On Saturday, China’s regulators took their most decisive action yet to stem what is now three consecutive weeks of losses on the Shanghai and Shenzhen stock exchanges. Both have tumbled around 30% in what is the worst month-long fall in more than two decades.

The volatility has triggered panic among Chinese authorities. The government started with a big — and unexpected — rate cut on June 27, and followed that up by putting short-sellers under the microscope and loosening requirements on margin lending.

But that was not enough, so this past weekend the China Securities Regulatory Commission (CSRC) turned things up a notch. It has pushed a group of 21 brokerage firms, led by Citic Securities, to put a collective Rmb120bn ($19.7bn) into a stabilisation fund. Alongside a group of mutual funds, the brokers have promised to buy back their own shares and hold them for at least a year.
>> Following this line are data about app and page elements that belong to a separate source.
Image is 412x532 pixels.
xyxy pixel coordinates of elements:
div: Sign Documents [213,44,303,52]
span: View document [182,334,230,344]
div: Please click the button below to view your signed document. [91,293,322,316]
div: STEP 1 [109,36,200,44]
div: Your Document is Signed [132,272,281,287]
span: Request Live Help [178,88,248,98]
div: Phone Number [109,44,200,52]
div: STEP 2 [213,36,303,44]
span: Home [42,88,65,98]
The CSRC also vowed to improve stability through China Securities Finance, a state-backed margin financing entity, which will provide an additional Rmb100bn of liquidity to the market. If that wasn’t enough, the regulator announced that the central bank would lend from its own balance sheet if need be to support the stock market.
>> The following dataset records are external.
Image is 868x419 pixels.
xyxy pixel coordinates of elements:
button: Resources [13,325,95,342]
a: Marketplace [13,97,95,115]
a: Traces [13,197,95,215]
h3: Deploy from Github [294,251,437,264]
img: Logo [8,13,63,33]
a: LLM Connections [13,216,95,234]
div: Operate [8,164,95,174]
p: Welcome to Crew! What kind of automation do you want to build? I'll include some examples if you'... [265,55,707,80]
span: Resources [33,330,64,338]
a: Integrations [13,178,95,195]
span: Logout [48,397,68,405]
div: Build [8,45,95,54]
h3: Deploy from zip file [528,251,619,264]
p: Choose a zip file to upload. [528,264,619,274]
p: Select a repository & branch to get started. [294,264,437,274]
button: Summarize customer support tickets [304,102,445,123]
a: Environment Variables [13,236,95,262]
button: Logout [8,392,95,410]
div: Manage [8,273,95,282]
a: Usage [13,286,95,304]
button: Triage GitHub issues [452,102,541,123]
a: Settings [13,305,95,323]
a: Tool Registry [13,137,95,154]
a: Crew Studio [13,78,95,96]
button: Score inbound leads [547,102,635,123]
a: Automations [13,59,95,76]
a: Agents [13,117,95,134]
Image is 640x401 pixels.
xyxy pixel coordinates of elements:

At the same time, some 28 companies voluntarily withdrew their domestic IPO plans despite getting the go-ahead from the authority — another bid to stem new issuance that could suck liquidity away from secondary.

Almost every possible entity rallied around the government to bring confidence back into the markets. And it initially appeared to have worked, with the Shanghai bourse rising by 8% early on Monday. But the positivity ebbed just a few hours into trading and the sell-off continued into Tuesday.
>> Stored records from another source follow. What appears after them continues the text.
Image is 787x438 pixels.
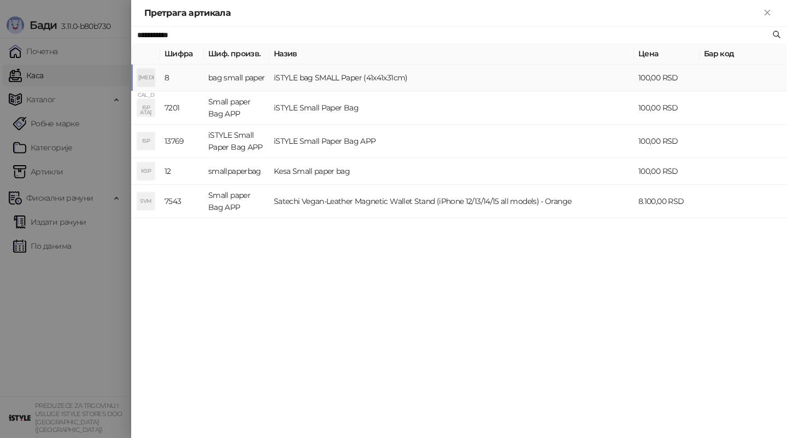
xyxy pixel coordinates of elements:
[269,91,634,125] td: iSTYLE Small Paper Bag
[269,43,634,64] th: Назив
[204,91,269,125] td: Small paper Bag APP
[634,185,699,218] td: 8.100,00 RSD
[634,125,699,158] td: 100,00 RSD
[634,91,699,125] td: 100,00 RSD
[137,162,155,180] div: KSP
[160,185,204,218] td: 7543
[269,185,634,218] td: Satechi Vegan-Leather Magnetic Wallet Stand (iPhone 12/13/14/15 all models) - Orange
[204,64,269,91] td: bag small paper
[269,64,634,91] td: iSTYLE bag SMALL Paper (41x41x31cm)
[204,43,269,64] th: Шиф. произв.
[269,125,634,158] td: iSTYLE Small Paper Bag APP
[160,125,204,158] td: 13769
[699,43,787,64] th: Бар код
[204,185,269,218] td: Small paper Bag APP
[761,7,774,20] button: Close
[634,64,699,91] td: 100,00 RSD
[160,158,204,185] td: 12
[160,64,204,91] td: 8
[137,132,155,150] div: ISP
[204,125,269,158] td: iSTYLE Small Paper Bag APP
[634,43,699,64] th: Цена
[160,91,204,125] td: 7201
[144,7,761,20] div: Претрага артикала
[137,192,155,210] div: SVM
[204,158,269,185] td: smallpaperbag
[269,158,634,185] td: Kesa Small paper bag
[634,158,699,185] td: 100,00 RSD
[137,99,155,116] div: ISP
[137,69,155,86] div: [MEDICAL_DATA]
[160,43,204,64] th: Шифра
Plunging stock markets are obviously a worry for many. But the bigger concern is that the Chinese government has proved, yet again, that it simply cannot resist the temptation to intervene in its markets. Through some misguided sense of trying to protect investors, it has shown how paper-thin its adherence to a free market is.

China has put in place a dizzying array of measures in the past year to open up capital controls, with the ultimate aim of ending up as an economy where supply and demand moved markets and security valuations are determined through a price discovery process.

But through its frenzied weekend activity, the government has shown it will not step too far away from the controls.

The spectacular rally before the bear reared its head resulted in impressive gains, and so the recent decline is being perceived by many as a welcome market correction. Sure, money has been lost, but the authority’s haste to nip the adjustment in the bud will leave no room for the economy to base its stock markets on fundamentals, while also creating a moral hazard where investors will always expect the state to rush in and save them.

There’s no doubt that China’s policy makers overreacted, and the pressure now is more intense as their measures have so far failed to reverse the recent losses. But the regulator should now respond by waiting and watching, and letting the market take its own course in finding the right levels. China needs to remember that if you love something, you should set it free.